The opportunity is not to do more, but to act with greater precision. Bringing courage,
empathy, curiosity and ownership to close visibility gaps before the slow drain takes hold.
The data points to a small set of high-leverage leadership moves:
- Surface what isn’t reaching you, especially when it may be hard to hear.
-
Use data to test how leadership credibility and transparency are landing.
- Make decision logic visible, not just outcomes.
- Watch motivation and contribution as early signals of risk.
- Focus on the few leadership signals with the greatest influence.

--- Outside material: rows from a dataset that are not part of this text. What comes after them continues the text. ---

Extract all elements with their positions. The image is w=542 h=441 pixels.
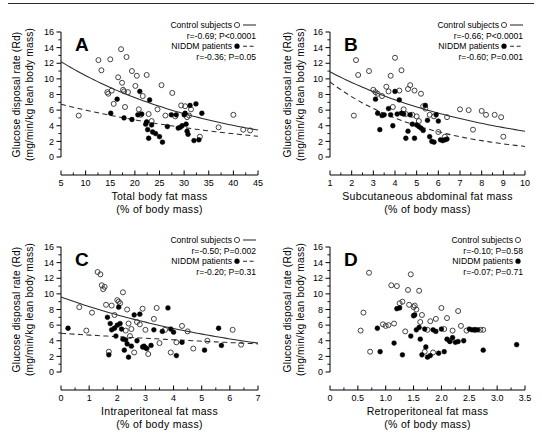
data-point [408, 83, 413, 88]
series-control-points [358, 270, 486, 355]
data-point [392, 341, 397, 346]
x-tick-label: 7 [457, 178, 462, 188]
y-axis-title: Glucose disposal rate (Rd) [11, 247, 22, 373]
x-tick-label: 0 [327, 393, 332, 403]
data-point [356, 72, 361, 77]
figure-four-panel-scatter: 024681012141651015202530354045Total body… [0, 0, 542, 441]
data-point [479, 108, 484, 113]
data-point [382, 112, 387, 117]
data-point [108, 111, 113, 116]
data-point [375, 326, 380, 331]
panel-letter: C [75, 249, 89, 270]
x-tick-label: 2.0 [435, 393, 448, 403]
y-tick-label: 10 [44, 74, 54, 84]
legend-stats-niddm: r=-0.07; P=0.71 [463, 267, 523, 277]
y-tick-label: 12 [44, 58, 54, 68]
data-point [388, 73, 393, 78]
data-point [143, 327, 148, 332]
x-tick-label: 6 [436, 178, 441, 188]
y-tick-label: 0 [49, 367, 54, 377]
data-point [241, 127, 246, 132]
data-point [354, 58, 359, 63]
data-point [84, 328, 89, 333]
data-point [191, 346, 196, 351]
data-point [184, 122, 189, 127]
plot-area-b: 024681012141612345678910Subcutaneous abd… [282, 20, 530, 215]
x-tick-label: 0.5 [352, 393, 365, 403]
y-tick-label: 8 [49, 90, 54, 100]
data-point [423, 103, 428, 108]
y-tick-label: 16 [313, 242, 323, 252]
legend-stats-niddm: r=-0.20; P=0.31 [196, 267, 256, 277]
data-point [140, 94, 145, 99]
data-point [428, 319, 433, 324]
data-point [419, 312, 424, 317]
x-tick-label: 10 [81, 178, 91, 188]
data-point [109, 303, 114, 308]
data-point [174, 112, 179, 117]
data-point [412, 313, 417, 318]
data-point [471, 127, 476, 132]
data-point [174, 340, 179, 345]
x-tick-label: 2 [349, 178, 354, 188]
data-point [122, 116, 127, 121]
data-point [400, 352, 405, 357]
legend-stats-control: r=-0.50; P=0.002 [192, 246, 257, 256]
data-point [421, 128, 426, 133]
data-point [113, 334, 118, 339]
y-tick-label: 4 [318, 121, 323, 131]
data-point [104, 302, 109, 307]
y-axis-title: Glucose disposal rate (Rd) [282, 32, 293, 158]
data-point [136, 107, 141, 112]
data-point [394, 284, 399, 289]
x-tick-label: 3 [371, 178, 376, 188]
data-point [418, 337, 423, 342]
legend-label-control: Control subjects [170, 20, 232, 30]
data-point [118, 321, 123, 326]
y-tick-label: 2 [318, 137, 323, 147]
x-tick-label: 5 [199, 393, 204, 403]
data-point [397, 98, 402, 103]
data-point [386, 89, 391, 94]
data-point [450, 335, 455, 340]
y-tick-label: 0 [318, 367, 323, 377]
data-point [393, 89, 398, 94]
data-point [499, 115, 504, 120]
data-point [155, 107, 160, 112]
x-tick-label: 35 [204, 178, 214, 188]
panel-b: 024681012141612345678910Subcutaneous abd… [271, 10, 542, 215]
x-tick-label: 5 [58, 178, 63, 188]
data-point [361, 310, 366, 315]
y-tick-label: 2 [318, 352, 323, 362]
y-tick-label: 6 [318, 320, 323, 330]
data-point [390, 123, 395, 128]
y-tick-label: 14 [44, 43, 54, 53]
y-tick-label: 14 [44, 258, 54, 268]
y-tick-label: 12 [44, 273, 54, 283]
data-point [157, 134, 162, 139]
data-point [375, 111, 380, 116]
data-point [149, 343, 154, 348]
x-tick-label: 3.5 [519, 393, 532, 403]
data-point [105, 315, 110, 320]
x-axis-title: Total body fat mass [111, 190, 207, 202]
y-tick-label: 0 [49, 152, 54, 162]
data-point [433, 316, 438, 321]
legend-label-control: Control subjects [170, 235, 232, 245]
x-axis-units: (% of body mass) [116, 418, 203, 430]
x-axis-units: (% of body mass) [384, 418, 471, 430]
legend-marker-open-circle [515, 237, 520, 242]
data-point [157, 341, 162, 346]
legend-d: Control subjectsr=-0.10; P=0.58NIDDM pat… [451, 235, 523, 277]
y-tick-label: 12 [313, 273, 323, 283]
legend-b: Control subjectsr=-0.66; P<0.0001NIDDM p… [437, 20, 523, 62]
y-tick-label: 0 [318, 152, 323, 162]
data-point [401, 112, 406, 117]
legend-label-control: Control subjects [451, 235, 513, 245]
data-point [132, 350, 137, 355]
data-point [397, 88, 402, 93]
x-axis-units: (% of body mass) [116, 203, 203, 215]
data-point [230, 327, 235, 332]
x-tick-label: 0 [58, 393, 63, 403]
data-point [122, 348, 127, 353]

Taken together, these moves help leaders shift from operating on assumptions to acting with clarity
which can strengthen confidence in leadership, boost motivation and drive performance over time.
• • •
Methodology
A global model was tested based on data gathered from a random sample of 148 organizations to
explore the effects of leader credibility and direct manager support on employee motivation and
contribution, and the resulting impact on employee and business performance. The organizations
encompassed a wide range of industries and sizes, representing over 400,000 employees
between 2022 and 2024.3 Although the global model fit was only classified as fair, this limitation
was due to the very large sample size and missing value analyses. The model was then cross-validated
with several organizations outside the sample (six company examples of employee
motivation and contribution), which showed primarily good to excellent fit with the same structure.
This cross-validation provides evidence of the directionality of the relationship and impact
being explored, reinforcing the model's applicability across different contexts.
3 The average number of responses per item was 57,246, with responses ranging from a low of 7,295 for item 32 to a high
of 115,510 for item 1. To address missing data, Missing Value Analyses were employed to generate a covariance matrix that
informed the development of a global model, based on established theoretical frameworks.
Related Insights
Seeing What Employees See: Actions for Senior Leaders
This is a practical guide for top leaders for understanding the impact of their influence and strengthening culture and business results.
Download PDF
Seeing What Employees See: Actions for Team Leaders
This is a practical guide for team, regional or enterprise leaders for strengthening their team culture and business results.
Download PDF
Seeing What Employees See: Actions for People, Culture and Change Leaders
This is a practice guide for HR, inclusion and culture leaders for helping organizations spot and respond to shifts in employee motivation.